Movies with a strong sense of place

Message Bookmarked
Bookmark Removed

I watched Paris, Texas last night and was really struck by how accurately (to me) the film portrayed not just what Texas looks like, but how it feels to be in Texas. At first I couldn't put my finger on why, but I realized that it was simply because so many of the landscape and city shots are from highways and the inside of cars, and that even though I've lived in Texas most of my life, I think I've experienced a great deal of it from inside a car. There is a scene towards the end where a car takes the exact same exit off Highway 59 I used to take on the way, home. And of course those dramatic skyline shots from I-45 I'd see all the time as well.

I also just recently saw Cold Weather and I was wondering how accurately the film captures living in Portland. It certainly fits my imagination of what it must be like (and that movie will probably form my imaginative basis for "Portland" until I visit it in person).

But I think some movies, while they are strongly identified with a place, don't always qualify for what I'm looking for. Vertigo for example seems to take place in a kind of parallel dream of San Francisco, and doesn't really reflect what I feel like when I'm there (though every time I've gone it's been beautiful and sunny). But then maybe it fits 1950s SF better.

ryan, Thursday, 18 August 2011 14:55 (fourteen years ago)

Dazed & Confused

Kiarostami bag (milo z), Thursday, 18 August 2011 14:57 (fourteen years ago)

Yeah i was thinking that one too. I think this question could also be answered for more general kinds of "places"--like a high school, or the suburbs, a farm, etc.

ryan, Thursday, 18 August 2011 14:57 (fourteen years ago)

it would seem a crazy mistake to introduce something contentious this early in the thread, but i'll go there: tree of life. strong sense of a neighbourhood, at least - of the web that is your house and the street and the street that you go to play on as a kid.

did you ever see beeswax, ryan?, by andrew bujalski? i ask because it's in austin but shot w/o any establishment shots, really just interiors and transit and a couple of car park scenes -- i've never been to texas but it has a great sense of place to me.

think blow up is probably a text in this phenomenon. it's interesting, i'll think what else.

sweatpants life trajectory (schlump), Thursday, 18 August 2011 14:58 (fourteen years ago)

I think this question could also be answered for more general kinds of "places"--like a high school, or the suburbs, a farm, etc.

yeah def, i think the two are distinct & getting an actual location on film in terms of representation is something different. mm, noialbini.

sweatpants life trajectory (schlump), Thursday, 18 August 2011 14:58 (fourteen years ago)

beeswax, cold weather... on high alert here.

old money entertainment (history mayne), Thursday, 18 August 2011 15:00 (fourteen years ago)

I recently drove by Smithville (where Tree of Life was shot) on a trip from Austin to Houston, and even from the highway I could recognize neighborhoods very similar to the one in the film. And yeah that movie really captures parts of Austin and Giddings really well.

ryan, Thursday, 18 August 2011 15:01 (fourteen years ago)


You must be logged in to post. Please either login here, or if you are not registered, you may register here.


The count of lines below that include the string "Image" is the whole answer.

(Supplied information Opens)

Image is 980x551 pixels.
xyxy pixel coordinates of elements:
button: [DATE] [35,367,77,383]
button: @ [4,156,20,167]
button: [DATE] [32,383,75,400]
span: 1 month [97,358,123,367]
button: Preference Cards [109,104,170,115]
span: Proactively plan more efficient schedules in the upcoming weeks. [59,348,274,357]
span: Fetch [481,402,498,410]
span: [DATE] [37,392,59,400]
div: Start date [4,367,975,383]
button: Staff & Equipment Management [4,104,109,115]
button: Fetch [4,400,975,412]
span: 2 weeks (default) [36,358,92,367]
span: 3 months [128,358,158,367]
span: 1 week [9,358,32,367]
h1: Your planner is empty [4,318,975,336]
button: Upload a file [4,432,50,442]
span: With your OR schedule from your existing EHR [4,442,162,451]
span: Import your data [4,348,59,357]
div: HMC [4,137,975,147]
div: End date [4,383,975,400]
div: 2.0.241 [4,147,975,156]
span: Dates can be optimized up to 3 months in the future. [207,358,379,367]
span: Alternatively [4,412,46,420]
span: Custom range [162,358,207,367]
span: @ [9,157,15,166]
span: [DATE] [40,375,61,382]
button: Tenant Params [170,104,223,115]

(Supplied information Closes)
(Supplied information Opens)

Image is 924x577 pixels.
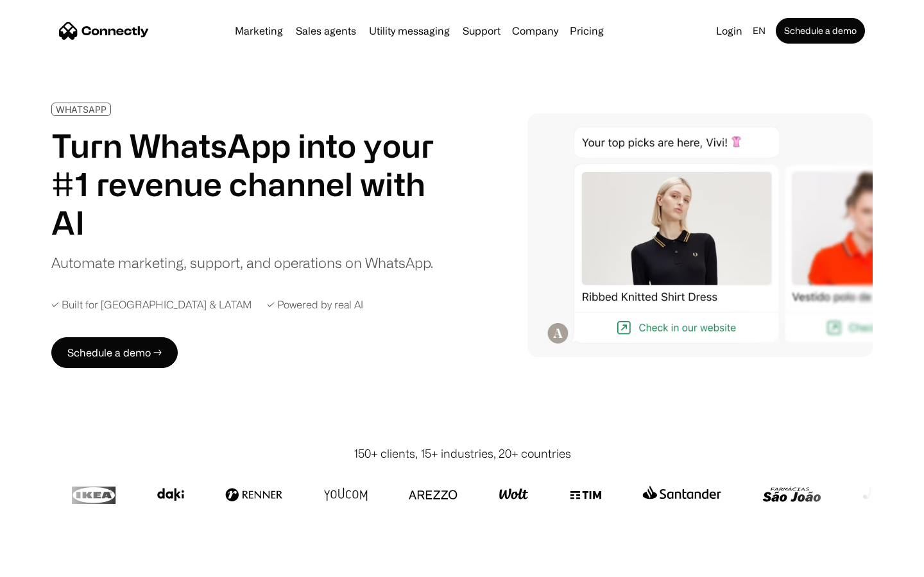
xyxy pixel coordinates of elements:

(Supplied information Closes)
(Supplied information Opens)

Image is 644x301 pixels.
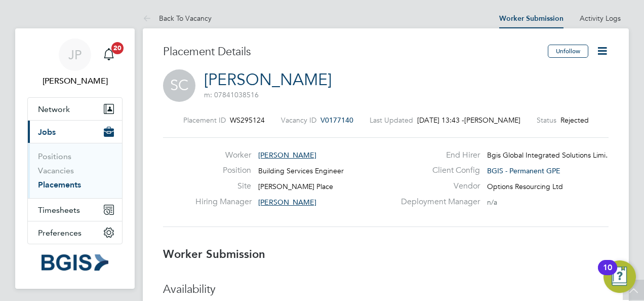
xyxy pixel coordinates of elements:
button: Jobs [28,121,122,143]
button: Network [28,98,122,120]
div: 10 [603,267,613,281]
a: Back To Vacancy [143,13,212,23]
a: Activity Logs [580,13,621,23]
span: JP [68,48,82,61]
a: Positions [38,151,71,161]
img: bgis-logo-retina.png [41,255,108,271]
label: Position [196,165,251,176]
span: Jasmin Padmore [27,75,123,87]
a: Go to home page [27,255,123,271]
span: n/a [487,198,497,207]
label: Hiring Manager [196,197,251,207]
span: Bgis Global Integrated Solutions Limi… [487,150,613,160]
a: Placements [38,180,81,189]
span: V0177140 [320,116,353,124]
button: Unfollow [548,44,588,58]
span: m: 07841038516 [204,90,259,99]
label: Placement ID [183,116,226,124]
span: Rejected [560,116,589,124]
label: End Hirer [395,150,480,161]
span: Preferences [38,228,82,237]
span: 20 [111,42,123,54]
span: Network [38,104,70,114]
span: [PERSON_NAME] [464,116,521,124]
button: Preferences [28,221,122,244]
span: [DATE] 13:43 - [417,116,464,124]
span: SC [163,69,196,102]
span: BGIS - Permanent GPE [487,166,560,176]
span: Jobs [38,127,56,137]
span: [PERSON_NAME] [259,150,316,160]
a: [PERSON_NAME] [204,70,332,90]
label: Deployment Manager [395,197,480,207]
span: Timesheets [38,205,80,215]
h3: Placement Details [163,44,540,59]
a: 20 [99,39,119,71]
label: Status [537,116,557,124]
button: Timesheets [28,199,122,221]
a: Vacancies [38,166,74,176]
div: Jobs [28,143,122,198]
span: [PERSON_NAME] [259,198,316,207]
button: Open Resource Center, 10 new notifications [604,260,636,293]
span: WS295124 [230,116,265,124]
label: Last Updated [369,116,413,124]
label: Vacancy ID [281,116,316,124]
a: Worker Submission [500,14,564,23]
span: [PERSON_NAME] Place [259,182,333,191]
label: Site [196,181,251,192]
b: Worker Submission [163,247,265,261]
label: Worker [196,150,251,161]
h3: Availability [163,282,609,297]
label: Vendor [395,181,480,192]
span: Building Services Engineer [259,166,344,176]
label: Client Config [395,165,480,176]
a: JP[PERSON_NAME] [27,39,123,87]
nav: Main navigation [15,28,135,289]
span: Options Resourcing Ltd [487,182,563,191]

(Supplied information Closes)

**Answer space**:
3